Random UTF-8 characters

Home

18 Dec 2015 in reactreduxrefluxjs

Migrating from Refluxjs to Redux

Unless you have been living under a rock. I'm sure you are aware of all the buzz behind React. Our latest project at work is React based. It's been so much fun to get our hands on a new UI framework.

We built out the initial proof of concept using React, React-Router and Refluxjs. Refluxjs was a great way to get the project started quickly. But we quickly started noticing some things that got us worried.

It seems like development on Refluxjs is stalled. Refluxjs lacks es6 support. It does not currently support universal apps. While it does have simplicity over other Flux implementations, these all come at a cost. By eliminating the global dispatcher you lose out on the ability to apply middleware. It promotes the use of this.state in components.

Redux on the other hand seems to have a huge community around it. It's development is very active. It has support for universal apps. It's creator Dan Abramov was recently hired by facebook.

Since we hope to have our current project around for a long time, we decided it would be best to migrate to Redux.

How it worked in Refluxjs
╔═════════╗       ╔════════╗       ╔═════════════════╗
║ Actions ║------>║ Stores ║------>║ View Components ║
╚═════════╝       ╚════════╝       ╚═════════════════╝
     ^                                      │
     └--------------------------------------┘
How it works in Redux
╔════════════════╗       ╔════════════╗       ╔════════════╗
║ Action Creator ║------>║ Dispatcher ║------>║   Reducer  ║
╚════════════════╝       ╚════════════╝       ╚════════════╝
         ^                                           |
         |                                           |
         |                                           v
╔═════════════════╗                              ╔════════╗ 
║ View Components ║ <--------------------------  ║ Store  ║
╚═════════════════╝                              ╚════════╝
Notes on the migration
  • There is now just one store. It does seem like a good idea to be able to represent the state of your app in one object.

  • There is only one reducer. You can however logically separate your code using combineReducers and creating a root reducer.

  • Reflux maps properties from the stores as this.state. This was convenient, but React advises keeping your components stateless.

  • If you are dealing with data from a server you are going to need some middleware. Right now we have been using redux-thunk to add data to the server before dispatching the events to update the state.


Aim of the task –
The output has to be the full set of records, reproduced exactly, minus any picture.

The data –
╭──
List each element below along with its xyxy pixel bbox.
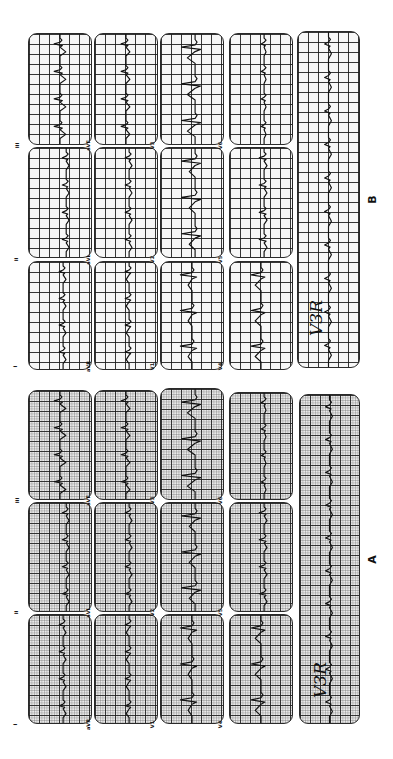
lead-label: V3 bbox=[150, 142, 155, 149]
ecg-trace bbox=[95, 262, 157, 369]
ecg-trace bbox=[230, 148, 292, 257]
ecg-trace bbox=[29, 391, 91, 499]
panel-a-lead-v2 bbox=[160, 502, 224, 612]
ecg-trace bbox=[230, 615, 292, 723]
ecg-trace bbox=[95, 34, 157, 144]
panel-b-lead-v5 bbox=[229, 147, 293, 258]
panel-b-lead-v1 bbox=[160, 261, 224, 370]
lead-label: aVR bbox=[86, 719, 91, 730]
ecg-trace bbox=[29, 34, 91, 144]
panel-b-lead-v6 bbox=[229, 33, 293, 145]
handwritten-annotation: V3R bbox=[310, 662, 330, 698]
panel-b-lead-avl bbox=[94, 147, 158, 258]
ecg-trace bbox=[95, 391, 157, 499]
panel-a-lead-v6 bbox=[229, 392, 293, 500]
lead-label: V3 bbox=[150, 497, 155, 504]
ecg-trace bbox=[230, 393, 292, 499]
ecg-trace bbox=[95, 503, 157, 611]
panel-b-lead-avr bbox=[94, 261, 158, 370]
ecg-trace bbox=[161, 389, 223, 499]
panel-label: B bbox=[366, 195, 379, 203]
panel-a-lead-v3 bbox=[160, 388, 224, 500]
lead-label: aVR bbox=[86, 361, 91, 372]
panel-a-lead-iii bbox=[28, 390, 92, 500]
lead-label: aVF bbox=[86, 495, 91, 506]
panel-b-lead-iii bbox=[28, 33, 92, 145]
panel-b-lead-ii bbox=[28, 147, 92, 258]
lead-label: V1 bbox=[150, 721, 155, 728]
panel-a-lead-avf bbox=[94, 390, 158, 500]
lead-label: III bbox=[15, 143, 20, 149]
panel-a-lead-v1 bbox=[160, 614, 224, 724]
ecg-trace bbox=[29, 503, 91, 611]
ecg-trace bbox=[29, 262, 91, 369]
lead-label: V2 bbox=[150, 256, 155, 263]
lead-label: aVL bbox=[86, 254, 91, 264]
lead-label: III bbox=[15, 498, 20, 504]
panel-b-lead-i bbox=[28, 261, 92, 370]
lead-label: V5 bbox=[218, 256, 223, 263]
ecg-trace bbox=[95, 615, 157, 723]
handwritten-annotation: V3R bbox=[306, 300, 326, 336]
ecg-trace bbox=[161, 615, 223, 723]
lead-label: V1 bbox=[150, 363, 155, 370]
lead-label: II bbox=[14, 258, 19, 262]
lead-label: V5 bbox=[218, 609, 223, 616]
lead-label: I bbox=[13, 724, 18, 726]
panel-b-lead-avf bbox=[94, 33, 158, 145]
panel-b-lead-v3 bbox=[160, 33, 224, 145]
lead-label: aVF bbox=[86, 140, 91, 151]
panel-a-lead-v4 bbox=[229, 614, 293, 724]
lead-label: V6 bbox=[218, 497, 223, 504]
panel-b-lead-v2 bbox=[160, 147, 224, 258]
ecg-trace bbox=[161, 262, 223, 369]
lead-label: V2 bbox=[150, 609, 155, 616]
panel-a-lead-v5 bbox=[229, 502, 293, 612]
ecg-figure: IIIIIIaVRaVLaVFV1V2V3V4V5V6V3RBIIIIIIaVR… bbox=[0, 0, 393, 759]
ecg-trace bbox=[95, 148, 157, 257]
lead-label: aVL bbox=[86, 607, 91, 617]
lead-label: V6 bbox=[218, 142, 223, 149]
lead-label: V4 bbox=[218, 721, 223, 728]
panel-b-lead-v4 bbox=[229, 261, 293, 370]
ecg-trace bbox=[29, 615, 91, 723]
lead-label: I bbox=[13, 366, 18, 368]
ecg-trace bbox=[230, 503, 292, 611]
panel-a-lead-avl bbox=[94, 502, 158, 612]
ecg-trace bbox=[161, 148, 223, 257]
ecg-trace bbox=[230, 262, 292, 369]
ecg-trace bbox=[29, 148, 91, 257]
panel-a-lead-avr bbox=[94, 614, 158, 724]
panel-label: A bbox=[366, 555, 379, 564]
lead-label: V4 bbox=[218, 363, 223, 370]
panel-a-lead-ii bbox=[28, 502, 92, 612]
ecg-trace bbox=[161, 503, 223, 611]
ecg-trace bbox=[161, 34, 223, 144]
ecg-trace bbox=[230, 34, 292, 144]
lead-label: II bbox=[14, 611, 19, 615]
panel-a-lead-i bbox=[28, 614, 92, 724]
╰──
Result of the task –
List each element below along with its xyxy pixel bbox.
lead-label: V3 bbox=[150, 142, 155, 149]
ecg-trace bbox=[95, 262, 157, 369]
ecg-trace bbox=[230, 148, 292, 257]
ecg-trace bbox=[29, 391, 91, 499]
panel-a-lead-v2 bbox=[160, 502, 224, 612]
ecg-trace bbox=[230, 615, 292, 723]
ecg-trace bbox=[95, 34, 157, 144]
panel-b-lead-v5 bbox=[229, 147, 293, 258]
panel-b-lead-v1 bbox=[160, 261, 224, 370]
lead-label: aVR bbox=[86, 719, 91, 730]
ecg-trace bbox=[29, 34, 91, 144]
panel-b-lead-v6 bbox=[229, 33, 293, 145]
handwritten-annotation: V3R bbox=[310, 662, 330, 698]
panel-b-lead-avl bbox=[94, 147, 158, 258]
ecg-trace bbox=[95, 391, 157, 499]
panel-a-lead-v6 bbox=[229, 392, 293, 500]
lead-label: V3 bbox=[150, 497, 155, 504]
ecg-trace bbox=[230, 393, 292, 499]
ecg-trace bbox=[95, 503, 157, 611]
panel-b-lead-avr bbox=[94, 261, 158, 370]
ecg-trace bbox=[161, 389, 223, 499]
panel-label: B bbox=[366, 195, 379, 203]
panel-a-lead-v3 bbox=[160, 388, 224, 500]
lead-label: aVR bbox=[86, 361, 91, 372]
panel-a-lead-iii bbox=[28, 390, 92, 500]
lead-label: aVF bbox=[86, 495, 91, 506]
panel-b-lead-iii bbox=[28, 33, 92, 145]
panel-b-lead-ii bbox=[28, 147, 92, 258]
lead-label: V1 bbox=[150, 721, 155, 728]
panel-a-lead-avf bbox=[94, 390, 158, 500]
lead-label: III bbox=[15, 143, 20, 149]
panel-a-lead-v1 bbox=[160, 614, 224, 724]
ecg-trace bbox=[29, 503, 91, 611]
ecg-trace bbox=[29, 262, 91, 369]
lead-label: V2 bbox=[150, 256, 155, 263]
lead-label: aVL bbox=[86, 254, 91, 264]
lead-label: III bbox=[15, 498, 20, 504]
panel-b-lead-i bbox=[28, 261, 92, 370]
lead-label: V5 bbox=[218, 256, 223, 263]
ecg-trace bbox=[95, 615, 157, 723]
handwritten-annotation: V3R bbox=[306, 300, 326, 336]
ecg-trace bbox=[161, 615, 223, 723]
lead-label: V1 bbox=[150, 363, 155, 370]
lead-label: II bbox=[14, 258, 19, 262]
lead-label: V5 bbox=[218, 609, 223, 616]
lead-label: I bbox=[13, 724, 18, 726]
panel-b-lead-avf bbox=[94, 33, 158, 145]
panel-b-lead-v3 bbox=[160, 33, 224, 145]
lead-label: aVF bbox=[86, 140, 91, 151]
panel-a-lead-v4 bbox=[229, 614, 293, 724]
lead-label: V6 bbox=[218, 497, 223, 504]
panel-b-lead-v2 bbox=[160, 147, 224, 258]
ecg-trace bbox=[161, 262, 223, 369]
lead-label: V2 bbox=[150, 609, 155, 616]
panel-a-lead-v5 bbox=[229, 502, 293, 612]
ecg-figure: IIIIIIaVRaVLaVFV1V2V3V4V5V6V3RBIIIIIIaVR… bbox=[0, 0, 393, 759]
ecg-trace bbox=[95, 148, 157, 257]
lead-label: aVL bbox=[86, 607, 91, 617]
lead-label: V6 bbox=[218, 142, 223, 149]
lead-label: V4 bbox=[218, 721, 223, 728]
panel-b-lead-v4 bbox=[229, 261, 293, 370]
ecg-trace bbox=[29, 615, 91, 723]
lead-label: I bbox=[13, 366, 18, 368]
ecg-trace bbox=[230, 503, 292, 611]
panel-a-lead-avl bbox=[94, 502, 158, 612]
ecg-trace bbox=[161, 148, 223, 257]
ecg-trace bbox=[230, 262, 292, 369]
ecg-trace bbox=[29, 148, 91, 257]
panel-a-lead-avr bbox=[94, 614, 158, 724]
panel-label: A bbox=[366, 555, 379, 564]
lead-label: V4 bbox=[218, 363, 223, 370]
panel-a-lead-ii bbox=[28, 502, 92, 612]
ecg-trace bbox=[161, 503, 223, 611]
ecg-trace bbox=[161, 34, 223, 144]
ecg-trace bbox=[230, 34, 292, 144]
lead-label: II bbox=[14, 611, 19, 615]
panel-a-lead-i bbox=[28, 614, 92, 724]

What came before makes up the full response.